You might think this idea is just another rant from the swivel-eyed market zealots of the Adam Smith Institute. But no, it comes straight from Britain's government – a Labour government. Health adviser and clinician Lord Darzi (pictured) wants tens of thousands of patients with diabetes, multiple sclerosis and motor neurone disease to get their own budgets.

I welcome this move. We've long believed that patients, or at least their family doctors, should be in charge of the money that is spent on patients – and that politicians, the Department of Health, and local officials should not be. Then perhaps care might be delivered to serve the needs of patients, rather than for the convenience of bureaucrats. That was where the NHS was heading before it went up a lengthy statist siding under Health Secretary Frank Dobson MP in 1997. So awful was that experience that Labour reformers have been trying to get it back on track ever since. But of course, nobody can admit that Mrs Thatcher's GP-budgets policy was in fact on the right lines.
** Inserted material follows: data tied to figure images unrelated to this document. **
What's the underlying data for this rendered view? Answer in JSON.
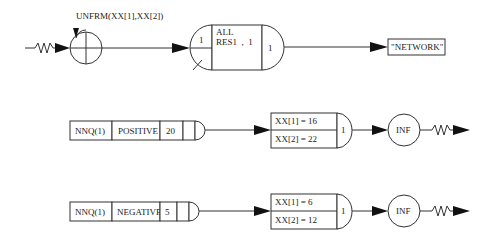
{
  "diagram": {
    "type": "queueing-network",
    "row1": {
      "source": {
        "label": "UNFRM(XX[1],XX[2])",
        "icon": "source-node-icon"
      },
      "resource_node": {
        "left_value": "1",
        "line1": "ALL",
        "line2": "RES1  ,  1",
        "right_value": "1"
      },
      "output": {
        "label": "\"NETWORK\""
      }
    },
    "row2": {
      "queue": {
        "name": "NNQ(1)",
        "type": "POSITIVE",
        "capacity": "20"
      },
      "assign": {
        "line1": "XX[1] = 16",
        "line2": "XX[2] = 22",
        "value": "1"
      },
      "server": {
        "label": "INF"
      }
    },
    "row3": {
      "queue": {
        "name": "NNQ(1)",
        "type": "NEGATIVE",
        "capacity": "5"
      },
      "assign": {
        "line1": "XX[1] = 6",
        "line2": "XX[2] = 12",
        "value": "1"
      },
      "server": {
        "label": "INF"
      }
    },
    "colors": {
      "line": "#333333",
      "arrow": "#111111",
      "background": "#ffffff"
    }
  }
}
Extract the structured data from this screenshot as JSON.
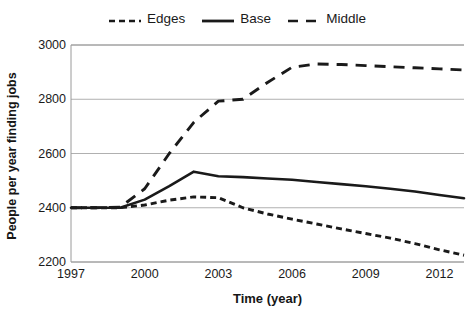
{
  "chart_data": {
    "type": "line",
    "title": "",
    "xlabel": "Time (year)",
    "ylabel": "People per year finding jobs",
    "xlim": [
      1997,
      2013
    ],
    "ylim": [
      2200,
      3000
    ],
    "xticks": [
      1997,
      2000,
      2003,
      2006,
      2009,
      2012
    ],
    "yticks": [
      2200,
      2400,
      2600,
      2800,
      3000
    ],
    "grid": "horizontal",
    "legend_position": "top-center",
    "x": [
      1997,
      1998,
      1999,
      2000,
      2001,
      2002,
      2003,
      2004,
      2005,
      2006,
      2007,
      2008,
      2009,
      2010,
      2011,
      2012,
      2013
    ],
    "series": [
      {
        "name": "Edges",
        "style": "short-dash",
        "color": "#1a1a1a",
        "values": [
          2400,
          2400,
          2400,
          2410,
          2428,
          2440,
          2437,
          2400,
          2377,
          2358,
          2340,
          2322,
          2305,
          2288,
          2268,
          2245,
          2225
        ]
      },
      {
        "name": "Base",
        "style": "solid",
        "color": "#1a1a1a",
        "values": [
          2400,
          2400,
          2400,
          2430,
          2480,
          2533,
          2516,
          2513,
          2508,
          2503,
          2495,
          2487,
          2479,
          2470,
          2460,
          2447,
          2435
        ]
      },
      {
        "name": "Middle",
        "style": "long-dash",
        "color": "#1a1a1a",
        "values": [
          2400,
          2400,
          2402,
          2470,
          2600,
          2715,
          2793,
          2800,
          2862,
          2918,
          2930,
          2928,
          2924,
          2920,
          2916,
          2912,
          2908
        ]
      }
    ]
  },
  "legend": {
    "entries": [
      {
        "label": "Edges",
        "icon": "short-dash-line-swatch"
      },
      {
        "label": "Base",
        "icon": "solid-line-swatch"
      },
      {
        "label": "Middle",
        "icon": "long-dash-line-swatch"
      }
    ]
  },
  "axes": {
    "y_title": "People per year finding jobs",
    "x_title": "Time (year)",
    "y_tick_labels": [
      "3000",
      "2800",
      "2600",
      "2400",
      "2200"
    ],
    "x_tick_labels": [
      "1997",
      "2000",
      "2003",
      "2006",
      "2009",
      "2012"
    ]
  },
  "colors": {
    "line": "#1a1a1a",
    "grid": "#b0b0b0",
    "axis": "#9a9a9a",
    "background": "#ffffff"
  }
}
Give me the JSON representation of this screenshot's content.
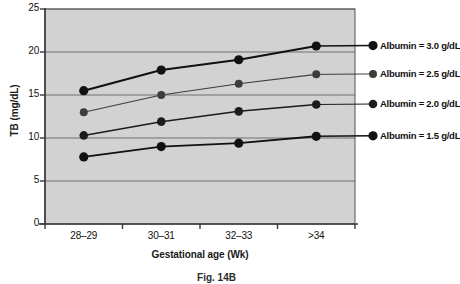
{
  "figure": {
    "caption": "Fig. 14B"
  },
  "chart_data": {
    "type": "line",
    "title": "",
    "subtitle": "",
    "xlabel": "Gestational age (Wk)",
    "ylabel": "TB (mg/dL)",
    "categories": [
      "28–29",
      "30–31",
      "32–33",
      ">34"
    ],
    "ylim": [
      0,
      25
    ],
    "yticks": [
      0,
      5,
      10,
      15,
      20,
      25
    ],
    "ytick_labels": [
      "0",
      "5",
      "10",
      "15",
      "20",
      "25"
    ],
    "grid": "horizontal",
    "legend_position": "inline-right",
    "plot_background": "#d2d2d2",
    "page_background": "#ffffff",
    "axis_color": "#3a3a3a",
    "gridline_color": "#6e6e6e",
    "series": [
      {
        "name": "Albumin = 3.0 g/dL",
        "label": "Albumin = 3.0 g/dL",
        "values": [
          15.5,
          17.9,
          19.1,
          20.7
        ],
        "color": "#111111",
        "line_width": 2.0,
        "marker": "circle",
        "marker_size": 4.6
      },
      {
        "name": "Albumin = 2.5 g/dL",
        "label": "Albumin = 2.5 g/dL",
        "values": [
          13.0,
          15.0,
          16.3,
          17.4
        ],
        "color": "#3d3d3d",
        "line_width": 1.1,
        "marker": "circle",
        "marker_size": 4.0
      },
      {
        "name": "Albumin = 2.0 g/dL",
        "label": "Albumin = 2.0 g/dL",
        "values": [
          10.3,
          11.9,
          13.1,
          13.9
        ],
        "color": "#1c1c1c",
        "line_width": 1.5,
        "marker": "circle",
        "marker_size": 4.3
      },
      {
        "name": "Albumin = 1.5 g/dL",
        "label": "Albumin = 1.5 g/dL",
        "values": [
          7.8,
          9.0,
          9.4,
          10.2
        ],
        "color": "#111111",
        "line_width": 1.9,
        "marker": "circle",
        "marker_size": 4.6
      }
    ]
  }
}
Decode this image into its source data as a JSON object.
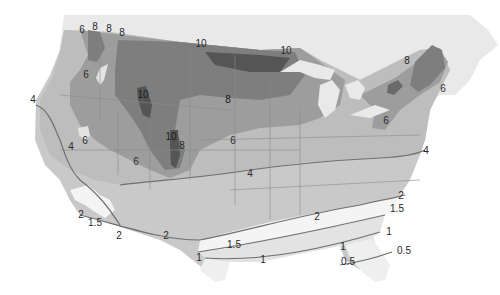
{
  "map": {
    "subject": "Contour map of the contiguous United States and southern Canada",
    "colors": {
      "background": "#ffffff",
      "canada": "#e9e9e9",
      "zone_0_5": "#efefef",
      "zone_1": "#e3e3e3",
      "zone_1_5": "#f4f4f4",
      "zone_2": "#c9c9c9",
      "zone_4": "#bdbdbd",
      "zone_6": "#9d9d9d",
      "zone_8": "#7e7e7e",
      "zone_10": "#555555",
      "contour_line": "#6f6f6f",
      "state_border": "#8c8c8c"
    },
    "contour_labels": [
      {
        "id": "l1",
        "text": "6",
        "x": 82,
        "y": 30
      },
      {
        "id": "l2",
        "text": "8",
        "x": 95,
        "y": 27
      },
      {
        "id": "l3",
        "text": "8",
        "x": 109,
        "y": 29
      },
      {
        "id": "l4",
        "text": "8",
        "x": 122,
        "y": 33
      },
      {
        "id": "l5",
        "text": "10",
        "x": 201,
        "y": 44
      },
      {
        "id": "l6",
        "text": "10",
        "x": 286,
        "y": 51
      },
      {
        "id": "l7",
        "text": "8",
        "x": 407,
        "y": 61
      },
      {
        "id": "l8",
        "text": "6",
        "x": 86,
        "y": 75
      },
      {
        "id": "l9",
        "text": "10",
        "x": 143,
        "y": 95
      },
      {
        "id": "l10",
        "text": "8",
        "x": 228,
        "y": 100
      },
      {
        "id": "l11",
        "text": "6",
        "x": 443,
        "y": 89
      },
      {
        "id": "l12",
        "text": "4",
        "x": 33,
        "y": 100
      },
      {
        "id": "l13",
        "text": "6",
        "x": 386,
        "y": 121
      },
      {
        "id": "l14",
        "text": "6",
        "x": 85,
        "y": 141
      },
      {
        "id": "l15",
        "text": "10",
        "x": 171,
        "y": 137
      },
      {
        "id": "l16",
        "text": "8",
        "x": 182,
        "y": 146
      },
      {
        "id": "l17",
        "text": "4",
        "x": 71,
        "y": 147
      },
      {
        "id": "l18",
        "text": "6",
        "x": 233,
        "y": 141
      },
      {
        "id": "l19",
        "text": "6",
        "x": 136,
        "y": 162
      },
      {
        "id": "l20",
        "text": "4",
        "x": 426,
        "y": 151
      },
      {
        "id": "l21",
        "text": "4",
        "x": 250,
        "y": 174
      },
      {
        "id": "l22",
        "text": "2",
        "x": 401,
        "y": 196
      },
      {
        "id": "l23",
        "text": "1.5",
        "x": 397,
        "y": 209
      },
      {
        "id": "l24",
        "text": "2",
        "x": 81,
        "y": 215
      },
      {
        "id": "l25",
        "text": "1.5",
        "x": 95,
        "y": 223
      },
      {
        "id": "l26",
        "text": "2",
        "x": 317,
        "y": 217
      },
      {
        "id": "l27",
        "text": "2",
        "x": 119,
        "y": 236
      },
      {
        "id": "l28",
        "text": "2",
        "x": 166,
        "y": 236
      },
      {
        "id": "l29",
        "text": "1",
        "x": 389,
        "y": 232
      },
      {
        "id": "l30",
        "text": "1.5",
        "x": 234,
        "y": 245
      },
      {
        "id": "l31",
        "text": "1",
        "x": 199,
        "y": 258
      },
      {
        "id": "l32",
        "text": "1",
        "x": 263,
        "y": 260
      },
      {
        "id": "l33",
        "text": "1",
        "x": 343,
        "y": 247
      },
      {
        "id": "l34",
        "text": "0.5",
        "x": 404,
        "y": 251
      },
      {
        "id": "l35",
        "text": "0.5",
        "x": 348,
        "y": 262
      }
    ]
  }
}
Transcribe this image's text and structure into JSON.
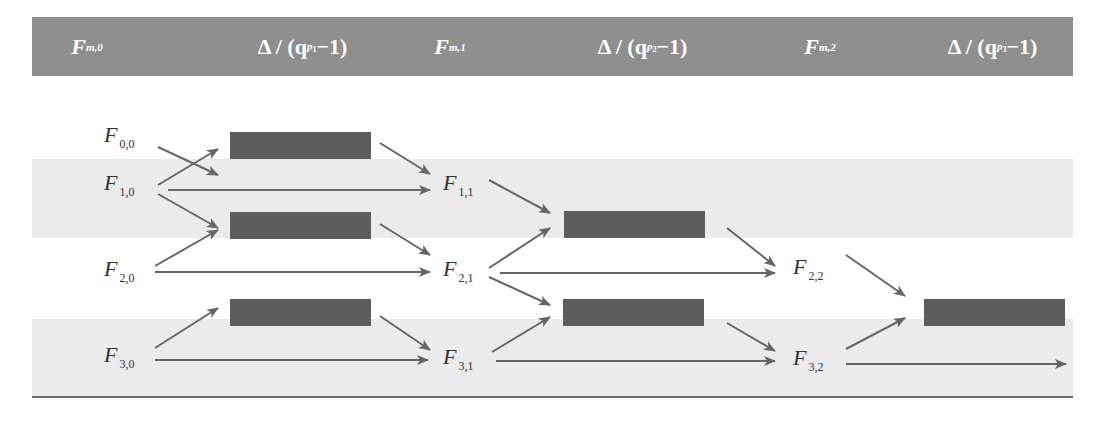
{
  "diagram": {
    "header": {
      "columns": [
        {
          "id": "fm0",
          "symbol": "F",
          "sub": "m,0"
        },
        {
          "id": "delta1",
          "prefix": "Δ / (q",
          "exp_base": "p",
          "exp_sub": "1",
          "suffix": "−1)"
        },
        {
          "id": "fm1",
          "symbol": "F",
          "sub": "m,1"
        },
        {
          "id": "delta2",
          "prefix": "Δ / (q",
          "exp_base": "p",
          "exp_sub": "2",
          "suffix": "−1)"
        },
        {
          "id": "fm2",
          "symbol": "F",
          "sub": "m,2"
        },
        {
          "id": "delta3",
          "prefix": "Δ / (q",
          "exp_base": "p",
          "exp_sub": "3",
          "suffix": "−1)"
        }
      ]
    },
    "nodes": [
      {
        "id": "F00",
        "symbol": "F",
        "sub": "0,0"
      },
      {
        "id": "F10",
        "symbol": "F",
        "sub": "1,0"
      },
      {
        "id": "F20",
        "symbol": "F",
        "sub": "2,0"
      },
      {
        "id": "F30",
        "symbol": "F",
        "sub": "3,0"
      },
      {
        "id": "F11",
        "symbol": "F",
        "sub": "1,1"
      },
      {
        "id": "F21",
        "symbol": "F",
        "sub": "2,1"
      },
      {
        "id": "F31",
        "symbol": "F",
        "sub": "3,1"
      },
      {
        "id": "F22",
        "symbol": "F",
        "sub": "2,2"
      },
      {
        "id": "F32",
        "symbol": "F",
        "sub": "3,2"
      }
    ],
    "boxes": [
      {
        "id": "box-1a",
        "column": "delta1",
        "inputs": [
          "F00",
          "F10"
        ],
        "output": "F11"
      },
      {
        "id": "box-1b",
        "column": "delta1",
        "inputs": [
          "F10",
          "F20"
        ],
        "output": "F21"
      },
      {
        "id": "box-1c",
        "column": "delta1",
        "inputs": [
          "F30"
        ],
        "output": "F31"
      },
      {
        "id": "box-2a",
        "column": "delta2",
        "inputs": [
          "F11",
          "F21"
        ],
        "output": "F22"
      },
      {
        "id": "box-2b",
        "column": "delta2",
        "inputs": [
          "F21",
          "F31"
        ],
        "output": "F32"
      },
      {
        "id": "box-3a",
        "column": "delta3",
        "inputs": [
          "F22",
          "F32"
        ],
        "output": null
      }
    ],
    "passthrough_edges": [
      [
        "F10",
        "F11"
      ],
      [
        "F20",
        "F21"
      ],
      [
        "F30",
        "F31"
      ],
      [
        "F21",
        "F22"
      ],
      [
        "F31",
        "F32"
      ],
      [
        "F32",
        "out"
      ]
    ],
    "colors": {
      "header_bg": "#8f8f8f",
      "header_text": "#ffffff",
      "band_bg": "#ebebeb",
      "box_fill": "#5d5d5d",
      "arrow": "#666666",
      "rule": "#6a6a6a"
    }
  }
}
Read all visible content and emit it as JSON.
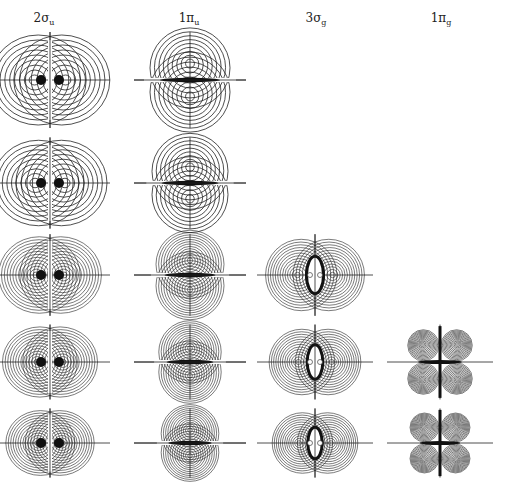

So, direction-changing as it is, the new initiative is as typically cautious and – well, bureaucratic – as you would expect from a highly centralist administration. It's limited to folk with these very long-term conditions. And they won't get cash to spend, nor anything like it – a new voucher scheme is imagined. (And I can well imagine all the bureaucracy that will go along with that.) I really do wish that our leaders could simply admit that their former Health Secretary made a mistake, apologize for the billions of wasted taxpayers' money that has been thrown at trying to correct it, and agree that patient- or GP-centred budgeting is indeed the best direction of travel for UK healthcare. Don't you?